Reputation: 5970
In C# what is the advantage of
public class blah
{
public event EventHandler Blahevent;
}
versus
public class blah
{
private event EventHandler blahevent;
public event EventHandler Blahevent
{
add
{
blahevent+=value;
}
remove
{
blahevent-=value
}
}
}
or vice versa.
does the first one open you up to blahinstance.Blahevent = null, or blahinstance.Blahevent(obj,even)
Upvotes: 1
Views: 2234
Reputation: 25429
You can place a breakpoint on the latter for debugging purposes. Sometimes this can be really useful (although after debugging I switch it back to the former).
Upvotes: 1
Reputation: 36476
There is no advantage to explicit implementation of the add/remove methods unless you want to do something different. Possible reasons:
What the default implementation does is maintain a private hidden delegate field which is replaced each time a delegate is added or removed.
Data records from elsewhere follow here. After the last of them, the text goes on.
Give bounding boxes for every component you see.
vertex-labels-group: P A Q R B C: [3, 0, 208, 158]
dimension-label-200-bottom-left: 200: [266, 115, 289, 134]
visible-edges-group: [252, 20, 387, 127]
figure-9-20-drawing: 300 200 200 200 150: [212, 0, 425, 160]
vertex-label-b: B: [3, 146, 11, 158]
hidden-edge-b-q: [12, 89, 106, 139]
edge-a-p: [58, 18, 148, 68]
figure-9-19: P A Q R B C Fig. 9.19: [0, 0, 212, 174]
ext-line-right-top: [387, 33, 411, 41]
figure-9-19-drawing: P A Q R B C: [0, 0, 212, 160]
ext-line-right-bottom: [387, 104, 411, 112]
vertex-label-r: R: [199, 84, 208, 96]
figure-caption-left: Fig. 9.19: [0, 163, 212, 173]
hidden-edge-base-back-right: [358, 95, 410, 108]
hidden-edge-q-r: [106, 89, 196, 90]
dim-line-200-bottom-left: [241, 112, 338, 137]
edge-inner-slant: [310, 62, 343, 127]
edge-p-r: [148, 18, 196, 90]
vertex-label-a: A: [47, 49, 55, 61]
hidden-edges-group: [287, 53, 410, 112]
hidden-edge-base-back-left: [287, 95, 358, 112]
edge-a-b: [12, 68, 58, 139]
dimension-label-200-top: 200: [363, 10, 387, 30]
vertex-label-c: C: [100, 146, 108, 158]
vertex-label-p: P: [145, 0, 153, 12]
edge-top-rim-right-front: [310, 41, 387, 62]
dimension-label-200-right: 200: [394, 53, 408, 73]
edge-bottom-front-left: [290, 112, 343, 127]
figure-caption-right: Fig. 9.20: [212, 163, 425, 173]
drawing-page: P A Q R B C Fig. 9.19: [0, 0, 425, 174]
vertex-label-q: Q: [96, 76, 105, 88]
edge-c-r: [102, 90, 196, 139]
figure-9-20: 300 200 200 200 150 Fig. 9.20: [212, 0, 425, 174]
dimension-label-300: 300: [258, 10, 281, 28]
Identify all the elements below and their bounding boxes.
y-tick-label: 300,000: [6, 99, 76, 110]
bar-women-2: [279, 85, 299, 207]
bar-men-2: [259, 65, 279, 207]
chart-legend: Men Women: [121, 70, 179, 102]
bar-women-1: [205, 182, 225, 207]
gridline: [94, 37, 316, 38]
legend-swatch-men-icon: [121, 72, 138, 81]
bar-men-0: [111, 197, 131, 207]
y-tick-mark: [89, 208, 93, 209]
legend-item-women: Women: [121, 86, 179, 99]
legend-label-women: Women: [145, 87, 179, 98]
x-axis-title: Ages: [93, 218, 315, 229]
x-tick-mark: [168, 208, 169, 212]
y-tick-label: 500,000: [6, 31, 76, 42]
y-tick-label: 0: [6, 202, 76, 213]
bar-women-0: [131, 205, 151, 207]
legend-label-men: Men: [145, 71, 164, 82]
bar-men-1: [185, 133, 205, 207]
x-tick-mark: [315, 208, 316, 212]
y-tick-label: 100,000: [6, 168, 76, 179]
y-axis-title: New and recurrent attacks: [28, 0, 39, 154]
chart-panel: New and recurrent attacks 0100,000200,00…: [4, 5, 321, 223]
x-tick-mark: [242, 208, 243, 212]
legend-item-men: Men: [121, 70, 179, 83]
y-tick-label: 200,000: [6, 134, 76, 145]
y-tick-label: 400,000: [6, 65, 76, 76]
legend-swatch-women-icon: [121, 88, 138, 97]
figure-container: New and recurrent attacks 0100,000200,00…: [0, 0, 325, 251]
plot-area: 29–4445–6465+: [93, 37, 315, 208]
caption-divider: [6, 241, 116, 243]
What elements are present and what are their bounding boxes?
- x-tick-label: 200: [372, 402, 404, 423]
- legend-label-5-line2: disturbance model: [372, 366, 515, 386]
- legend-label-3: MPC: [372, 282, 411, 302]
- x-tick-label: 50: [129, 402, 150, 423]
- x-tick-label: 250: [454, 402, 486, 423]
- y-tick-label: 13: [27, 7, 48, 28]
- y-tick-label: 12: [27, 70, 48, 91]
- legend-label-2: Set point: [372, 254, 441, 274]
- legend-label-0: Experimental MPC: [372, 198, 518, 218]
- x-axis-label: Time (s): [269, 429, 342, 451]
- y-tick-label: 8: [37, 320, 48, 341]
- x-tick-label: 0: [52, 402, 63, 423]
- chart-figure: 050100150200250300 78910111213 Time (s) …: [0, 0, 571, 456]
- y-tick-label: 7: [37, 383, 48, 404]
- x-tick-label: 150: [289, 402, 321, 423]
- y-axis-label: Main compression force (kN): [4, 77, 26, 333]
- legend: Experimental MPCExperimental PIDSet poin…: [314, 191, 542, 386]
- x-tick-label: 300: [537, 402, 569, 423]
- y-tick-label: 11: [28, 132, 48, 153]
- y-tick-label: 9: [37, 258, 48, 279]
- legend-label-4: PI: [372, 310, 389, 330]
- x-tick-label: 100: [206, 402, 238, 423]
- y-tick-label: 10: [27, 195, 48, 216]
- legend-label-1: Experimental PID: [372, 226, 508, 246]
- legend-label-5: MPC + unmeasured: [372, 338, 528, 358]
For most cases there is no need to do any of the above but the flexibility is there.
Upvotes: 2
Reputation: 11801
You can exclude the delegate from serialization by using the [field: NonSerialized()] attribute on the private field.
Upvotes: 1
Reputation: 82375
The second one has the option of controlling exactly what happens when the specified event is subscribed to or unsubscribed from if there is specific logic that needs to run in addition to adding or removing the pointer.